Input (JS object literal)

{
  // comments OK
  id: 1,
  name: 'Alice',
  active: true,
  tags: ['admin', 'user',],
}

Output (standard JSON)

{
  "id": 1,
  "name": "Alice",
  "active": true,
  "tags": [
    "admin",
    "user"
  ]
}

Note

Four-step transform — strip comments, single → double quotes, add quotes around bare keys, strip trailing commas. No `eval` / `new Function` — safe.

Usage / FAQ

When to use

  • Convert an object literal copied from JS code into API-ready JSON
  • Clean up JSON5 / JSONC config files into strict JSON
  • Turn `console.log` debug output into pasteable JSON
  • Prepare input for Postman / Insomnia and similar API tools
  • Tidy 'loose JSON' with comments / trailing commas

FAQ

Q.Does this use `eval`?
A.Never — for security reasons.
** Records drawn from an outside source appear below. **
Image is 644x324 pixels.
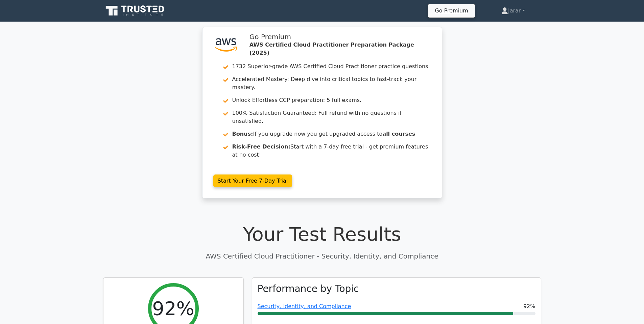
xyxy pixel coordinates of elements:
a: Jarar [485,4,542,18]
a: Go Premium [431,6,472,15]
h3: Performance by Topic [258,284,359,295]
p: AWS Certified Cloud Practitioner - Security, Identity, and Compliance [103,251,542,262]
a: Start Your Free 7-Day Trial [214,175,293,188]
h2: 92% [152,297,194,320]
span: 92% [523,303,536,311]
h1: Your Test Results [103,223,542,246]
a: Security, Identity, and Compliance [258,303,351,310]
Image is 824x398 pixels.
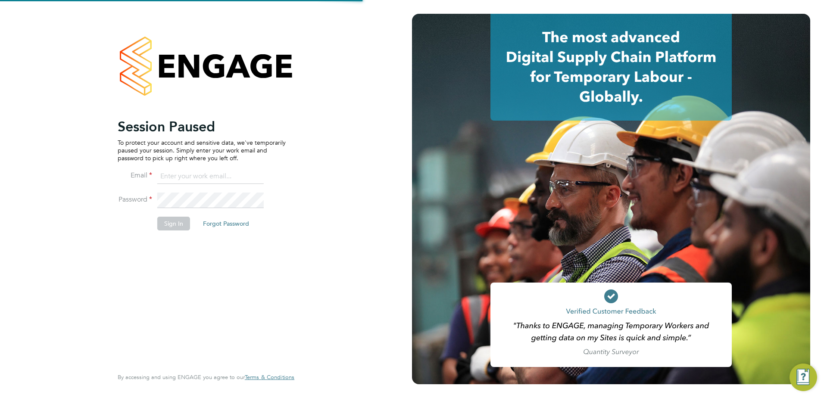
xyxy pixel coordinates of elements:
[196,217,256,231] button: Forgot Password
[118,118,286,135] h2: Session Paused
[789,364,817,391] button: Engage Resource Center
[157,169,264,184] input: Enter your work email...
[118,374,294,381] span: By accessing and using ENGAGE you agree to our
[157,217,190,231] button: Sign In
[118,195,152,204] label: Password
[118,139,286,162] p: To protect your account and sensitive data, we've temporarily paused your session. Simply enter y...
[245,374,294,381] a: Terms & Conditions
[118,171,152,180] label: Email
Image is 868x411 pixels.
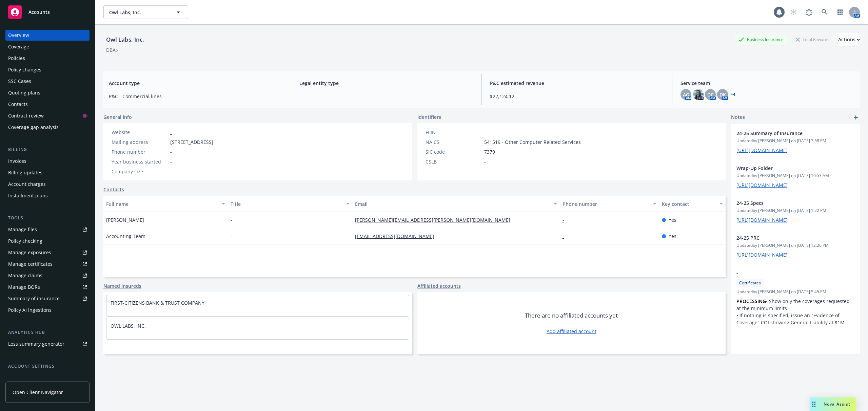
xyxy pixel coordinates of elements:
a: Installment plans [5,191,89,201]
span: Manage exposures [5,247,89,258]
span: Nova Assist [823,401,850,407]
span: Updated by [PERSON_NAME] on [DATE] 1:22 PM [736,208,854,214]
a: - [562,233,570,240]
button: Nova Assist [810,398,856,411]
span: AG [683,91,689,98]
div: Company size [112,168,168,175]
span: Accounts [29,10,50,15]
div: DBA: - [106,46,118,53]
strong: PROCESSING [736,298,766,305]
div: Loss summary generator [8,339,64,350]
div: Phone number [562,200,649,208]
a: Switch app [833,5,847,19]
a: - [170,129,172,135]
a: [PERSON_NAME][EMAIL_ADDRESS][PERSON_NAME][DOMAIN_NAME] [355,217,516,223]
a: Coverage [5,41,89,52]
span: Updated by [PERSON_NAME] on [DATE] 3:58 PM [736,138,854,144]
span: - [230,233,232,240]
div: Overview [8,30,29,41]
a: Affiliated accounts [417,282,460,290]
div: Contract review [8,110,44,121]
button: Key contact [659,196,725,212]
a: Loss summary generator [5,339,89,350]
span: There are no affiliated accounts yet [525,311,618,320]
a: Policy AI ingestions [5,305,89,316]
div: Website [112,129,168,136]
div: Actions [838,33,859,46]
div: CSLB [425,158,481,165]
a: [EMAIL_ADDRESS][DOMAIN_NAME] [355,233,440,240]
span: [STREET_ADDRESS] [170,138,213,146]
a: Billing updates [5,168,89,178]
div: Tools [5,215,89,222]
a: OWL LABS, INC. [111,323,146,329]
span: Owl Labs, Inc. [109,9,168,16]
span: Yes [668,217,676,223]
div: Manage BORs [8,282,40,293]
div: Account settings [5,363,89,370]
div: Billing [5,146,89,153]
a: Service team [5,373,89,384]
div: Installment plans [8,191,48,201]
a: Report a Bug [802,5,816,19]
span: Accounting Team [106,233,145,240]
div: Manage exposures [8,247,51,258]
div: Key contact [661,200,715,208]
div: Title [230,200,342,208]
button: Full name [103,196,228,212]
div: Coverage [8,41,29,52]
button: Owl Labs, Inc. [103,5,188,19]
div: Business Insurance [734,35,787,44]
div: NAICS [425,138,481,146]
span: - [736,270,836,276]
div: Quoting plans [8,87,40,98]
span: Updated by [PERSON_NAME] on [DATE] 10:53 AM [736,173,854,179]
div: 24-25 SpecsUpdatedby [PERSON_NAME] on [DATE] 1:22 PM[URL][DOMAIN_NAME] [731,194,859,229]
span: - [484,129,486,136]
span: - [230,217,232,223]
a: Summary of insurance [5,293,89,304]
a: Account charges [5,179,89,190]
a: [URL][DOMAIN_NAME] [736,182,787,188]
div: Summary of insurance [8,293,60,304]
span: Open Client Navigator [13,389,63,396]
span: Updated by [PERSON_NAME] on [DATE] 12:26 PM [736,243,854,249]
div: Service team [8,373,37,384]
div: Policy checking [8,236,43,246]
div: -CertificatesUpdatedby [PERSON_NAME] on [DATE] 5:45 PMPROCESSING• Show only the coverages request... [731,264,859,331]
a: Quoting plans [5,87,89,98]
a: Manage claims [5,270,89,281]
a: Policy checking [5,236,89,246]
span: 24-25 Summary of Insurance [736,130,836,137]
a: Overview [5,30,89,41]
span: Updated by [PERSON_NAME] on [DATE] 5:45 PM [736,289,854,295]
a: [URL][DOMAIN_NAME] [736,217,787,223]
button: Email [352,196,559,212]
span: 7379 [484,148,495,155]
a: Manage certificates [5,259,89,270]
a: Manage BORs [5,282,89,293]
a: Contacts [103,186,124,193]
button: Phone number [559,196,659,212]
div: SSC Cases [8,76,31,87]
div: Email [355,200,550,208]
span: 24-25 PRC [736,234,836,242]
div: Manage files [8,224,37,235]
a: Policies [5,53,89,64]
a: - [562,217,570,223]
div: Phone number [112,148,168,155]
a: Search [818,5,831,19]
span: Wrap-Up Folder [736,165,836,172]
span: - [170,148,172,155]
div: Invoices [8,156,27,167]
div: Account charges [8,179,46,190]
a: add [852,114,859,121]
span: Service team [680,80,854,87]
span: Account type [109,80,282,87]
span: Legal entity type [299,80,473,87]
span: - [484,158,486,165]
a: Accounts [5,2,89,22]
a: SSC Cases [5,76,89,87]
span: Yes [668,233,676,240]
span: DK [719,91,726,98]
A custom token scanner strips comments, swaps quote styles, adds key quotes, removes trailing commas, then validates with `JSON.parse`.
Q.What about function values or regex literals?
A.Unsupported — JSON has no such concept, so parsing errors out. Remove functions, regexes, or `undefined` from the input first.
Q.How is this different from JSON5?
A.JSON5 formalizes unquoted keys, trailing commas, etc. as a superset. This tool accepts JSON5-compatible input and emits strict JSON — no JSON5 library dependency, just a self-contained transformer.
Fun facts
  • JSON was defined by Douglas Crockford in 2001 — born from web APIs needing something lighter than XML for data interchange. The 2013 ECMA-404 spec is short enough to fit on a single page.

    JSON.org
  • JSON is a *strict* subset of JavaScript object literals — keys must be double-quoted, trailing commas are forbidden, comments aren't allowed, function values aren't allowed. The two most common gotchas when copying JS objects into JSON: trailing commas and unquoted keys.

    RFC 8259 — JSON
  • JSON5 (Aseem Kishore, 2012) is the ergonomic cousin — comments, trailing commas, single quotes, and unquoted keys are all allowed. It's not a standard, but it's familiar from VS Code's `settings.json` and patterns in npm's `package.json`.